TASK: From the listing below, extract each entry exactly as written, minus the images.

DATA IN THIS EXERCISE:

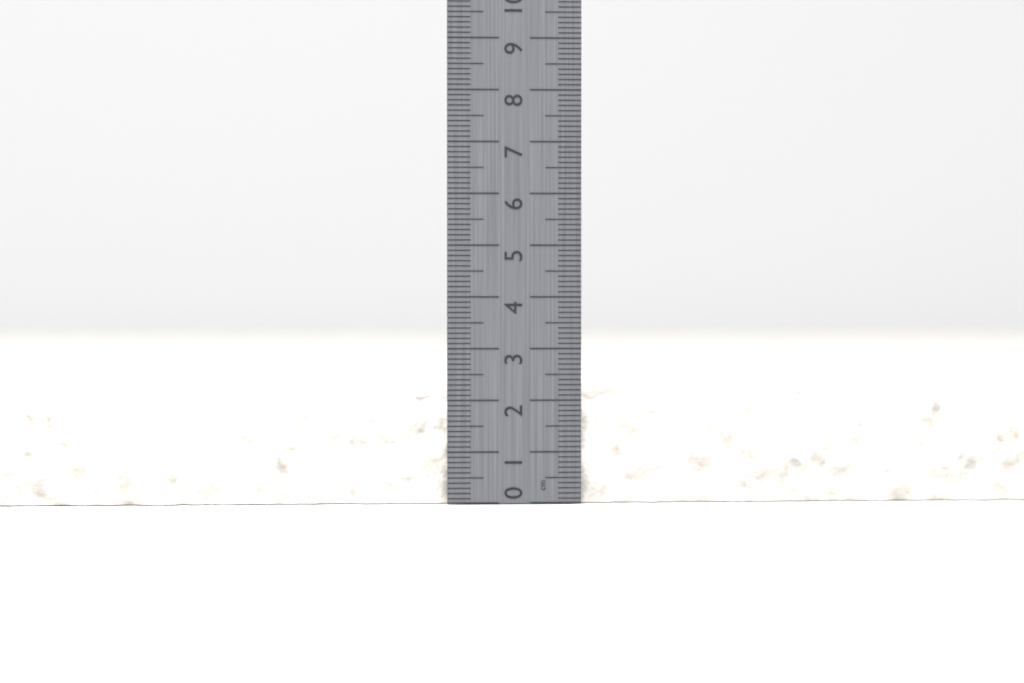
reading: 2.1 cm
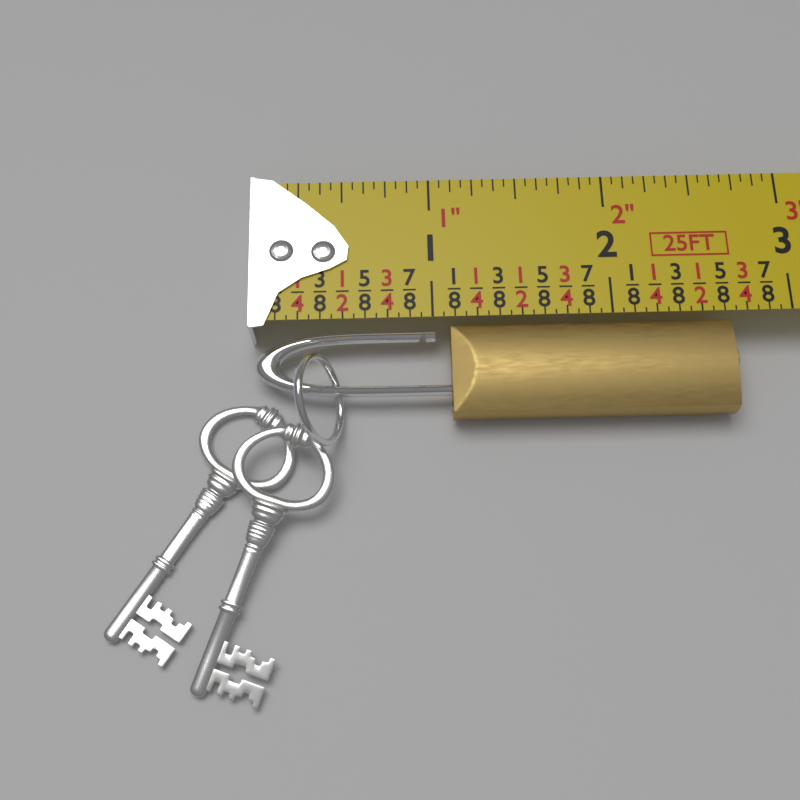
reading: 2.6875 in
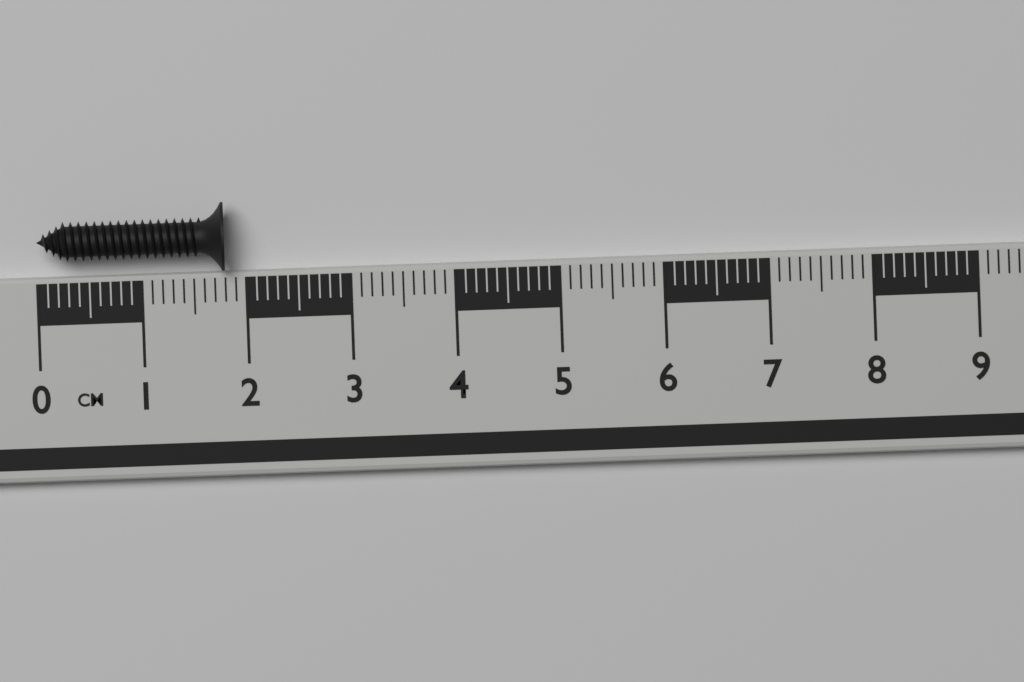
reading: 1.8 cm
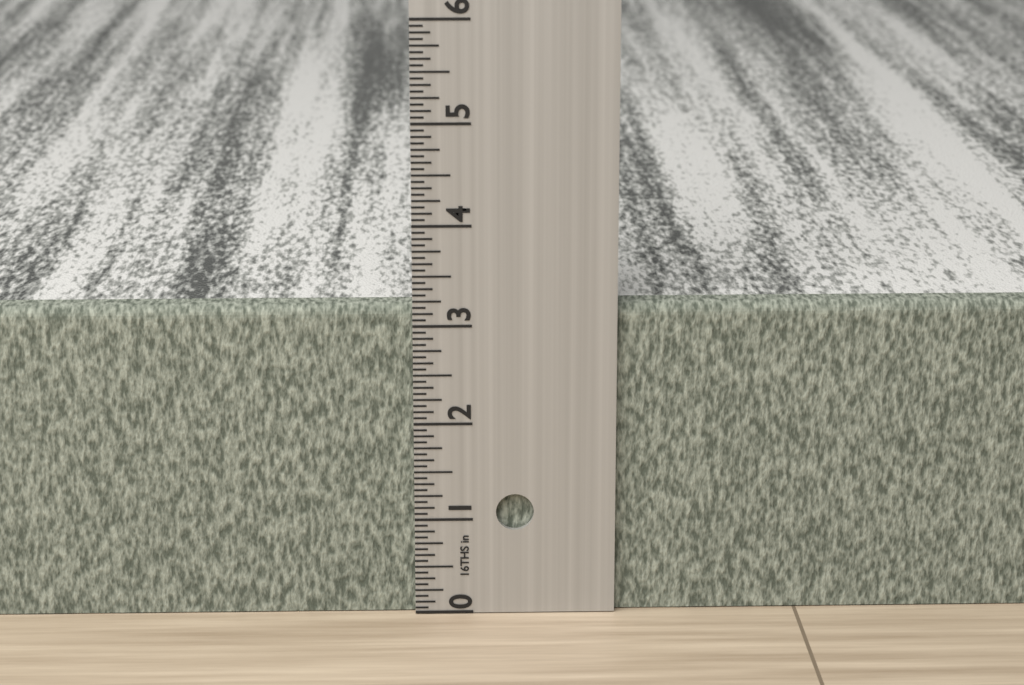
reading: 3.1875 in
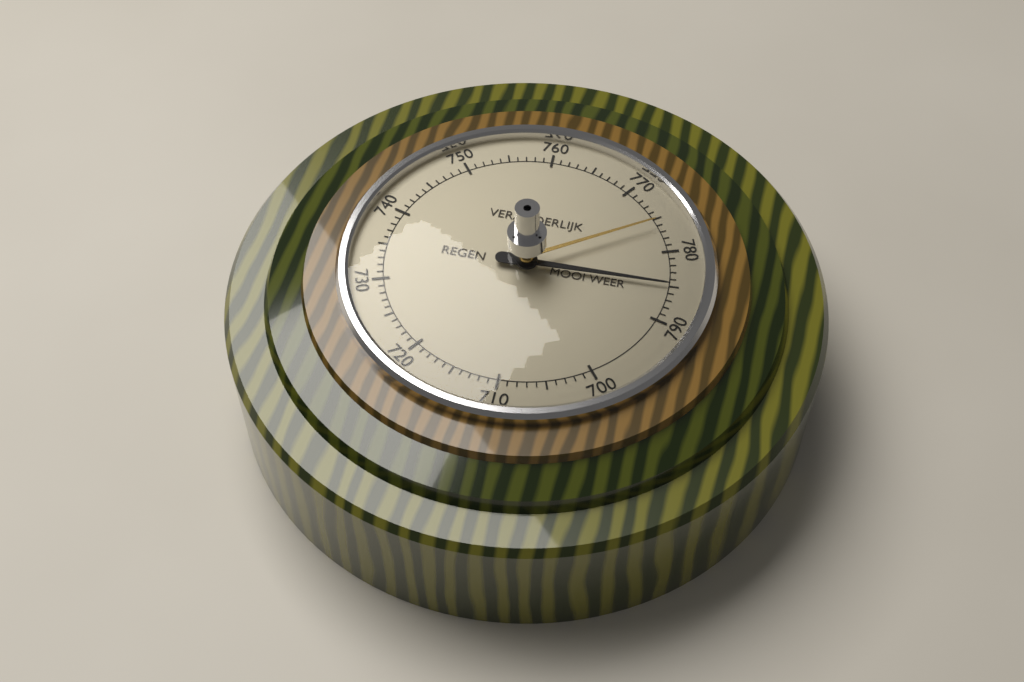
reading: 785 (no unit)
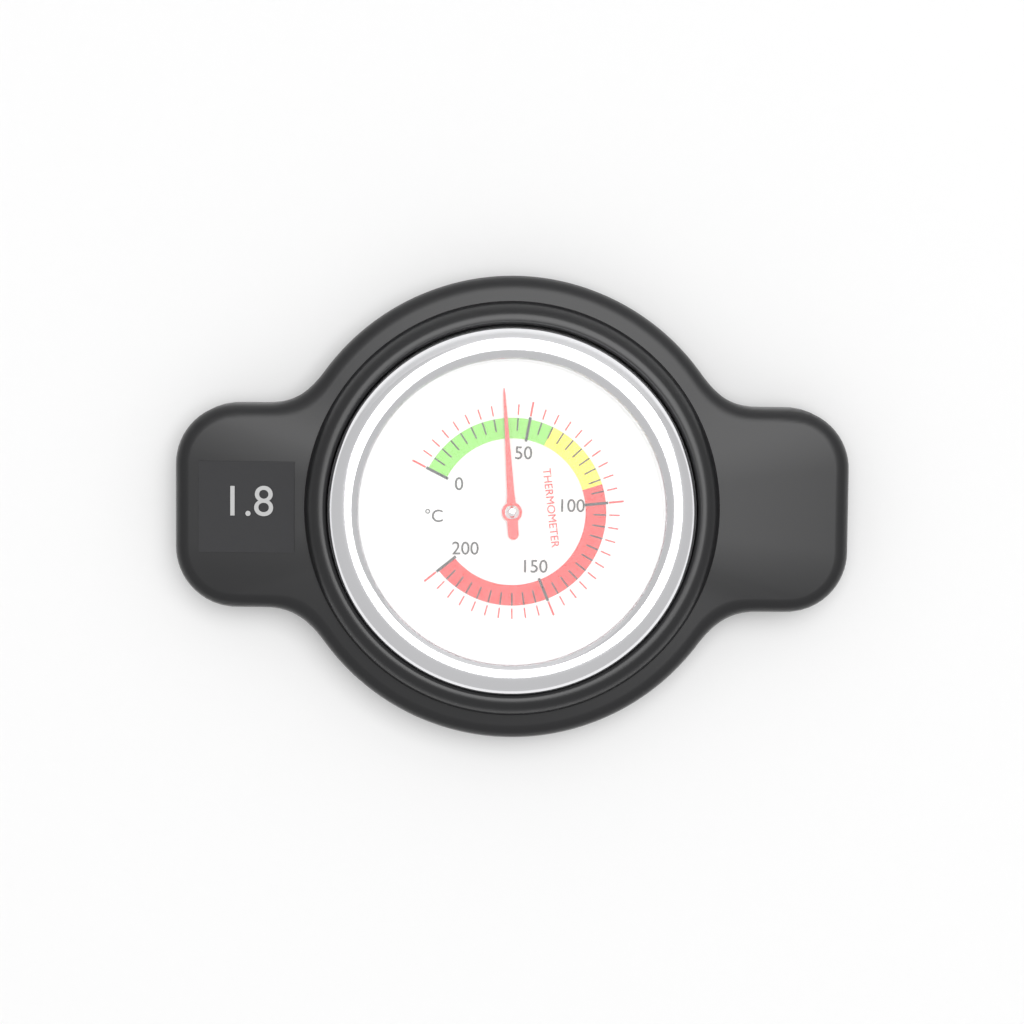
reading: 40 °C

RESULT FOR THIS TASK:
reading: 2.1 cm
reading: 2.6875 in
reading: 1.8 cm
reading: 3.1875 in
reading: 785 (no unit)
reading: 40 °C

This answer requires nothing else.